Monday, 10 November 2014

The Loveliness of Local Lit

This weekend was the first St Albans Literary festival, run by fabulous volunteers who worked their socks off for months. For four days a number of big names and local authors joined forces to catapult our conversations into new realms as they shared with us the fantastical worlds of their imagination, or conveyed with humour and authority new angles on fascinating areas of research. I came away wanting to write several books, and with a stack of fresh reading material. Culturebaby emerged waving, amongst other things, her signed copy of current favourite Bumpus Jumpus Dinosaurumpus and revealing with delight that T-Rex now roared her name inside the front cover.

There was something wonderful about the spectrum of offerings, the affordable tickets and the fact that many of the authors were local. For the children there was a packed programme of possible events - and for the schools there was even more on offer. We went to two great sessions with the little ones. The first was a bedtime story at Waterstones with Tamsyn Murray where excited children were invited to arrive in their pyjamas and snuggle up to listen to the author read her gorgeous picture book Snug as a Bug. There were crafts, hot chocolate and marshmallows to sip and even little woodland toys to adopt. The childen loved it; and I suspect, would jump at the chance again any day to legitimately stroll through town in dressing gowns when they should really have been in bed. There was also a great opportunity to hear Tony Mitton perform some of his wonderful poetry for children. Culturebaby has recently been well and truly stricken with the dinosaur bug and Tony's catchy Bumpus Jumpus Dinosaurumpus is a bedtime favourite. Old and young alike chuckled away at the Red Riding Hood rap and joined in as we were invited to fill in the missing rhymes in a host of Tony's poems.

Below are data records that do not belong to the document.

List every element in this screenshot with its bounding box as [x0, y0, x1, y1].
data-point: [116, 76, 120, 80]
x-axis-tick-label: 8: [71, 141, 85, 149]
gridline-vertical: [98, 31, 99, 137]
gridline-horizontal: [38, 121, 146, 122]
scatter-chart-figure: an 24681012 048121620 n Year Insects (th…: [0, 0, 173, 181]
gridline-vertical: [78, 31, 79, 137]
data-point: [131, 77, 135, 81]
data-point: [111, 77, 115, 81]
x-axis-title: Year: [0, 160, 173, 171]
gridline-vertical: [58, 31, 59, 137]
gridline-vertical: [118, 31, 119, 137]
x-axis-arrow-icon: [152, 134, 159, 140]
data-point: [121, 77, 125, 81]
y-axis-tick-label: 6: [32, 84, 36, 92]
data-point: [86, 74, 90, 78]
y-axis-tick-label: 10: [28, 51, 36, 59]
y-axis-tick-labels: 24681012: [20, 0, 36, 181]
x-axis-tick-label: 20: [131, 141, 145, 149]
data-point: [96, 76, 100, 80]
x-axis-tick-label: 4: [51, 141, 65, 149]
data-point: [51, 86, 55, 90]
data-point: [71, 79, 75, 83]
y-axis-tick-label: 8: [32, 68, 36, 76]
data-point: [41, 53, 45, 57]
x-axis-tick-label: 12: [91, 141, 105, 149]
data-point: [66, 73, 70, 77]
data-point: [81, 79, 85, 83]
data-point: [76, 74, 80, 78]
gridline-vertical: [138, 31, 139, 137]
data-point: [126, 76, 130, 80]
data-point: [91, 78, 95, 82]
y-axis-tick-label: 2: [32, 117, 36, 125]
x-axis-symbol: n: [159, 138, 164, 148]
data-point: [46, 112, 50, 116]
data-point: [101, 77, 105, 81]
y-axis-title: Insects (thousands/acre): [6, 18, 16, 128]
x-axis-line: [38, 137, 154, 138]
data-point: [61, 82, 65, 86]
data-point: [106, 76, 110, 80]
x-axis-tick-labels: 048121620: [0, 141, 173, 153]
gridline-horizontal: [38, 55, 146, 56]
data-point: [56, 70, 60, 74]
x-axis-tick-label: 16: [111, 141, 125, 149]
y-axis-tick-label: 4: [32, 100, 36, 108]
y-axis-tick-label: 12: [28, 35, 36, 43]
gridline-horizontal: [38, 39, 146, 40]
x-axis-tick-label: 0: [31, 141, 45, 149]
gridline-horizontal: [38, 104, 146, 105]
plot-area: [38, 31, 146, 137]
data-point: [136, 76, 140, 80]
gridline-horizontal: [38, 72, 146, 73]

And, with thanks to Culturedad I was able to escape for a few hours of delightful literary boffinry where I masqueraded, albeit briefly, as a proper adult. First a murder mystery dinner with three award-winning local authors where I had the privilege of discussing with James Carol over pie (that Northern nectar of the gods) the origin of his novel Broken Dolls (soon to be brought to screen by Stephen Fry), witnessed a delighted couple discover that their house featured in one of the novels, and realise that I daily trot by the window behind which Victorian heroine Kitty Peck's future exploits are being created by a fellow heritage buff. I've emerged wanting to read all the novels, and will perhaps chuckle every time I cross Verulamium Park in the knowledge that it served as the literary landscape for the discovery of a lobotomised female. Then I was treated to a double whammy of archaeological lectures. The first with the thoroughly amusing, and himself rather reminiscent of Noah, Irving Finkel who relayed his exploits in turning the spectacular discovery of an ancient Babylonian tablet with instructions for how an ark should be created, into a circular floating reality complete with army of ants. This was swiftly followed by a fascinating and in-depth presentation of some of the latest research about Stonehenge by archaeologist Mike Parker Pearson. Finally our book club sipped wine in the atmospheric surroundings of the Lady Chapel of the ancient Abbey and listened to a successful double act of historian Leanda de Lisle and historical fiction-writer Conn Iggulden as they unpacked that most fascinating of families - The Tudors.

It was delightful to have such a wealth of knowledge and creativity celebrated and shared practically on our doorsteps, and priceless to see the excited Culturebabies prance around bookshops in pyjamas and meet the authors of much loved books. I very much hope that this will be the first of many such festivals, and perhaps in the future St Albans can wave the Lit Fest programme in the face of the Manchester Evening News when it next attempts to declare ours an uncultured city.